Unscientific but revealing results

Provided by Dr. James Bode
Associate Professor Emeritus, Philosophy
Ohio State University - Lima

On Tax Day April 19 people coming out of the Bluffton Post Office were handed a handful of beans, and asked how they would distribute federal taxes if they were in charge.

Those who participated, distributed their beans into jars labeled with categories of the federal budget.

For some the “Bean Poll” was a fun exercise. Others took it very seriously and spent considerable time deciding how best to distribute their beans. All the participants enjoyed a sense of empowerment in making decisions about our national priorities.

The Bean Poll was a project of AHEAD: Allen and Hardin for Election Action & Democracy, a growing group of Allen and Hardin County residents committed to nonviolent action for democracy.

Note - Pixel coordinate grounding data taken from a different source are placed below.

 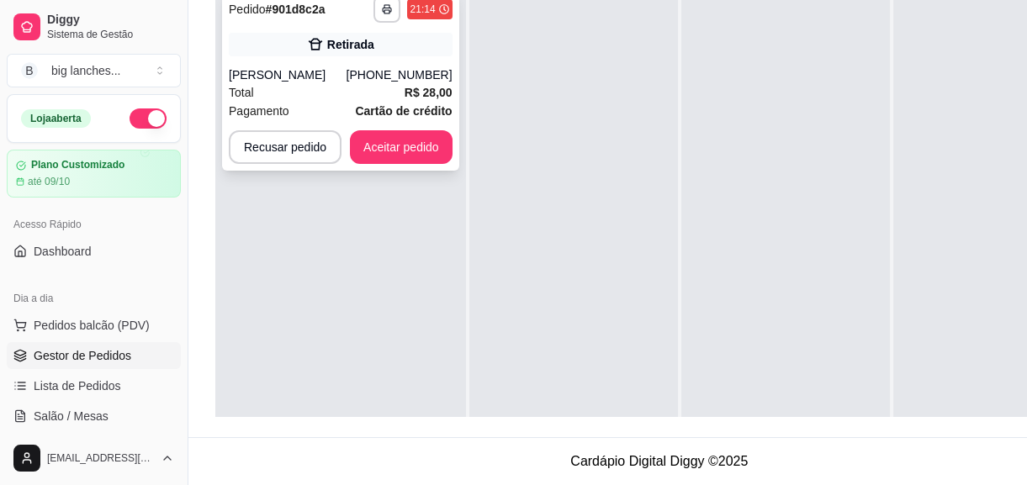 What do you see at coordinates (93, 173) in the screenshot?
I see `a: Plano Customizadoaté 09/10` at bounding box center [93, 173].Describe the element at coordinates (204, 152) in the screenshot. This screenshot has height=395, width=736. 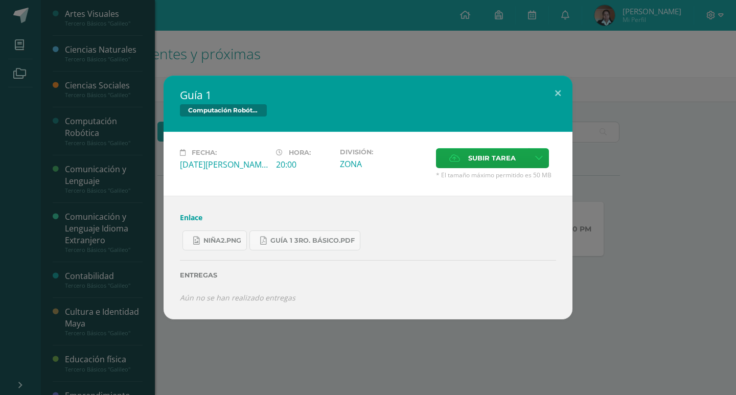
I see `span: Fecha:` at that location.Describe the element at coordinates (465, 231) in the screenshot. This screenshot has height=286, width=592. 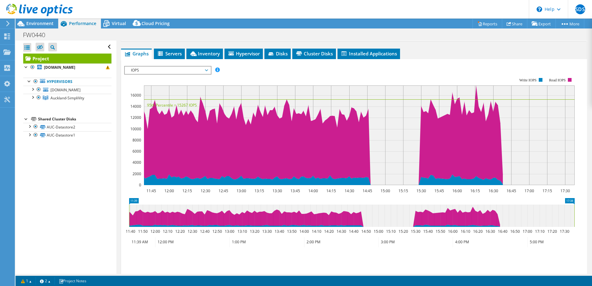
I see `text: 16:10` at that location.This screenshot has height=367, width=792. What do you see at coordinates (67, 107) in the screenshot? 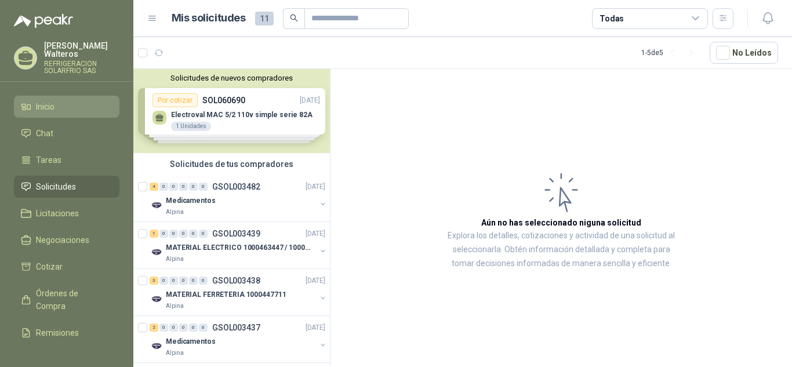
I see `a: Inicio` at bounding box center [67, 107].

While this was a non-scientific poll, the results tell us about how some of our neighbors feel. Comparing the average distribution of those who took the poll to the actual distribution in 2016 along with the budget offered by the President for next year, yields some interesting comparisons (2016 expenditures from Insidegovernment.org, all percentages rounded to whole numbers.)

Bluffton's poll results
The poll takers allocated roughly the same percentage to paying on the debt as was paid in 2016 but would have given about 33% less to defense and would have increased spending on veterans by 250%. Trump’s budget on the other hand increases spending on defense by 10% though it would increase spending on the Department of Veterans Affairs by a modest 6%.

Poll takers also felt that spending on infrastructure and housing in 2016 should be increased about 250% and that spending on energy, the environment and parks should be 400% higher. Trump’s budget decreases spending for Housing and Urban Development by 13%, Transportation by 13%, the Department of Energy by 6%, the Environmental Protection Agency by 31%, and Interior by 12%, it also cuts federal subsidies to Amtrak and eliminates support for Amtrak's long-distance services.

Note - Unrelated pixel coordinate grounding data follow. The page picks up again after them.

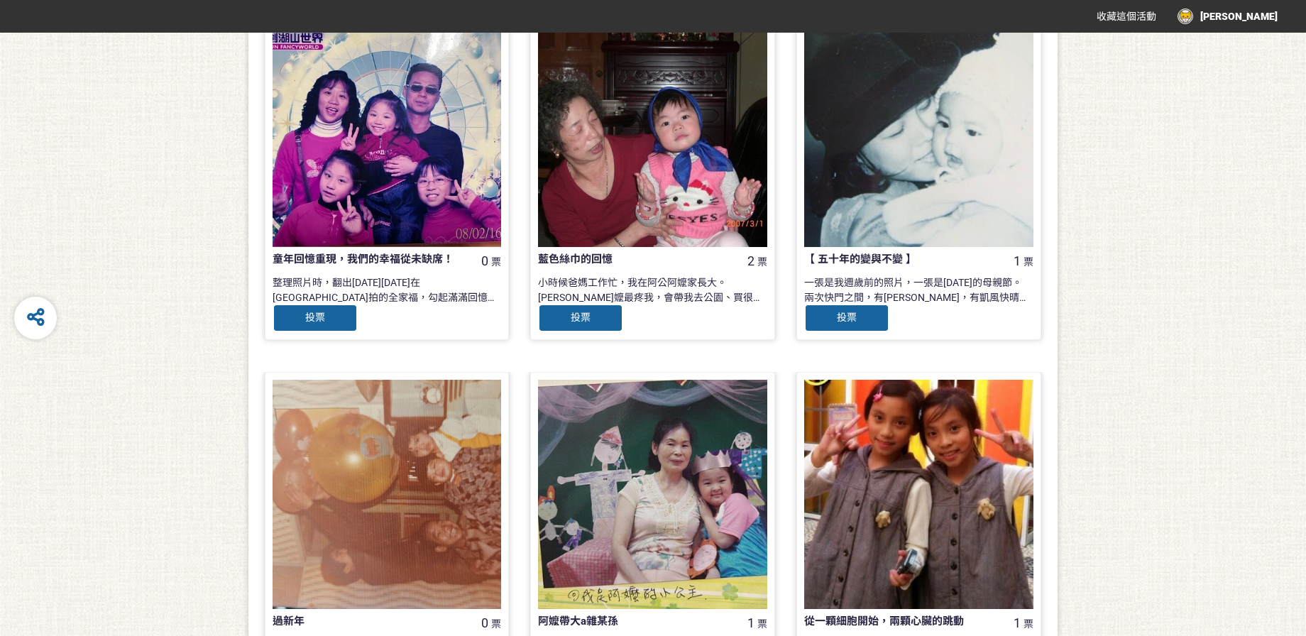  Describe the element at coordinates (364, 621) in the screenshot. I see `div: 過新年` at that location. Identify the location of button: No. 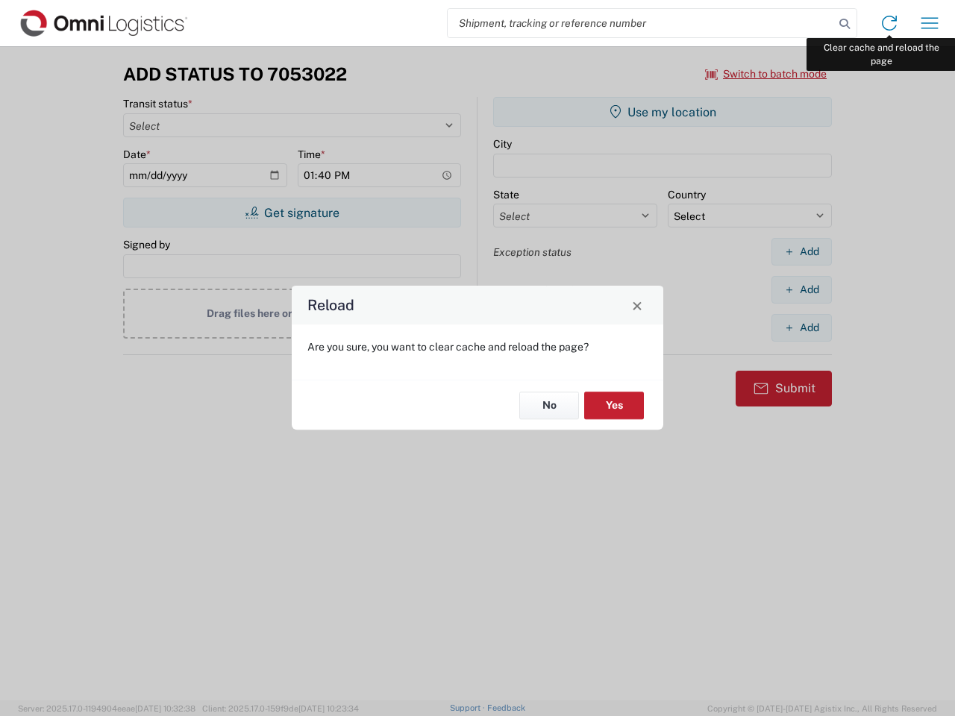
(549, 405).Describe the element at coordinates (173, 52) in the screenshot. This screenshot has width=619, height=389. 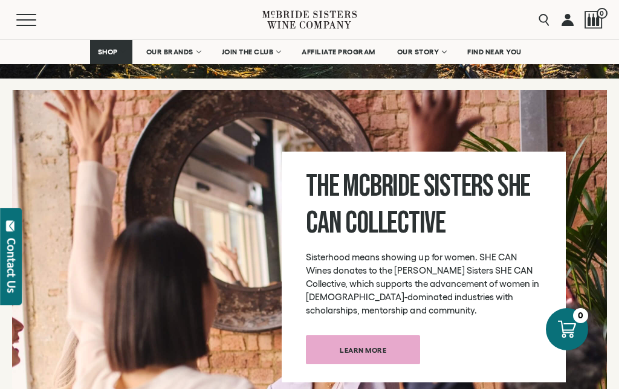
I see `a: OUR BRANDS` at that location.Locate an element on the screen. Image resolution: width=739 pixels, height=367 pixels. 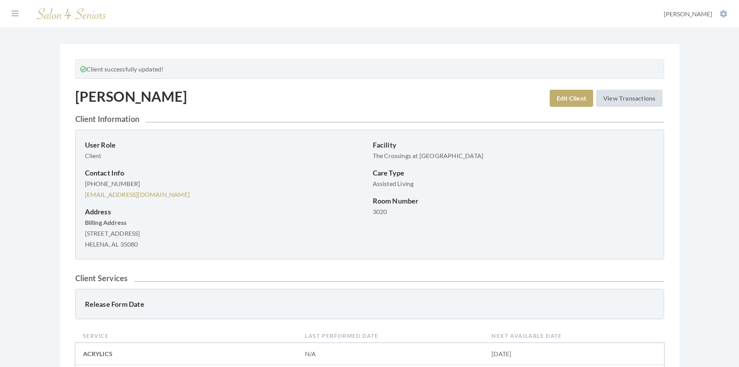
h2: Client Services is located at coordinates (370, 278).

They felt that spending on education and the arts should be 10 times as high. Though they may have forgotten they were allocating for just federal dollars. If we look at both federal and state allocations, they were asking a more moderate increase of 33%.

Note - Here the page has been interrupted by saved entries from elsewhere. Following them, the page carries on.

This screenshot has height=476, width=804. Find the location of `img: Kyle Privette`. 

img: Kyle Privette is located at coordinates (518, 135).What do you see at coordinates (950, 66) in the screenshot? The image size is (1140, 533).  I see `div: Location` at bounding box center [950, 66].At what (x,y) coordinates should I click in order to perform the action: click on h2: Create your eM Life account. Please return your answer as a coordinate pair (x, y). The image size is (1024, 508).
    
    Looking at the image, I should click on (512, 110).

The WH budget cuts the Department of Education by 14% and eliminates the Corporation for Public Broadcasting, the Institute of Museum and Library Services, and the National Endowment for the Arts along with NASA's Office of Education.

In Medicare and health expenditures they asked for a reduction of 20%. In Social Security and Labor, they suggested a decrease of almost 350%. Again, this large drop may have been because they knew that Social Security has a fund separate from the general revenue, which is still building a surplus.

Here the WH budget cuts Health and Human Services by 16% and the National Institutes of Health by 20%. One of the key campaign promises Donald Trump made was to keep Social Security and Medicare just as they are.

However, Mick Mulvaney, Trump's director of the Office of Management and Budget, says that after 2018’s budget there could be cuts to the benefits and possibly partial privatization of Social Security. As for Medicare, the Trump endorsed American Health Care Act would have reduced the funding for Part A Medicare by $117 million over 10 years.

The final category was for foreign aid where they thought we should be spending 350% as much as we did in 2016. The proposed budget cuts the State Department budget by 29% and Treasury International Programs by 35%.

Dr. James Bode
Associate Professor Emeritus, Philosophy
Ohio State University - Lima

Dr. James Bode, Associate Professor of Philosophy, began teaching at Ohio State Lima in 1973, and he has spent most of his career studying argument of one sort or other. He is currently studying informal logic and ways to develop tools which will assist in the analysis and evaluation of ordinary argument. Dr. Bode has also developed ArguDraw, a computer program that allows the diagramming of any argument.